Hey Byron! i am thinking of aquasoil for a side of the tank, sand in the middle, and gravel at the other side, and using rocks to separate the substrates. Have not really looked into the brand of the soil etc, but thought it makes sense that soil is a better substrate for plant growth (correct me if im wrong), such as carpets. i am likely looking at plants that require low co2 as i wont be getting a co2 canister.
Another alternative is to having a sand cap over the soil to prevent stirring up of the soil by the bottom feeders.
First, I do not recommend different substrates. They tend to look artificial, and they draw attention to the size of the tank and make it look smaller, whereas a uniform substrate will make it look larger, especially when it is sand. In order to keep the substrates separate, you need to separate them completely, which means the "dividers" must be siliconed together so there are no gaps, and siliconed to the tank floor. Water moves through the substrate naturally, and until you do something like this you cannot imagine how much it will occur. But from a visual aspect, I would have one substrate throughout.
Second, soil generally has no benefit for plants, certainly not long-term. Now, there may be specialized soils that are different, and very expensive, but unless you are intending a high-tech method with an aquatic garden having high light, diffused CO2, and (hopefully) no fish, I would not waste the money.

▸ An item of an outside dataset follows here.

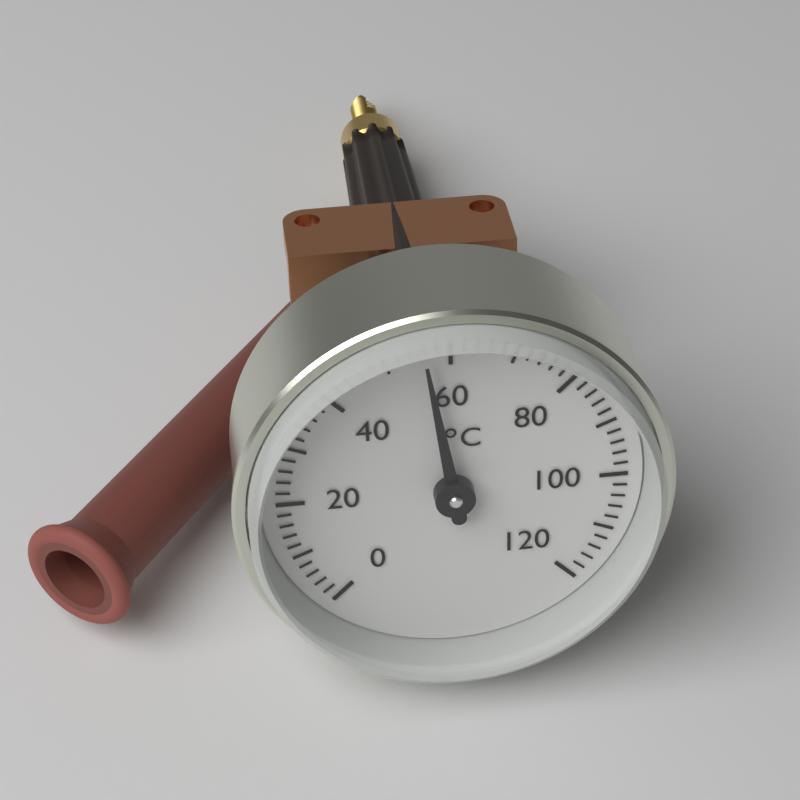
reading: 56 °C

I tried one several years ago and after two years it got dumped in my back garden with my regret that it cost so much for no benefit and in fact detriment to my poor fish.
Sand is the overall best substrate both for fish and plants. It is easy enough to use substrate fertilizer tabs for large plants, and minimal liquid fertilizer for non-substrate-rooted plants (which obviously would derive no benefit from an enriched substrate anyway).
Substrate carpet plants are not easy except in a high-tech system, but there are a few that do the job to some extent. Depending upon the intended fish, you usually want some open areas anyway (cories, loaches, cichlids especially).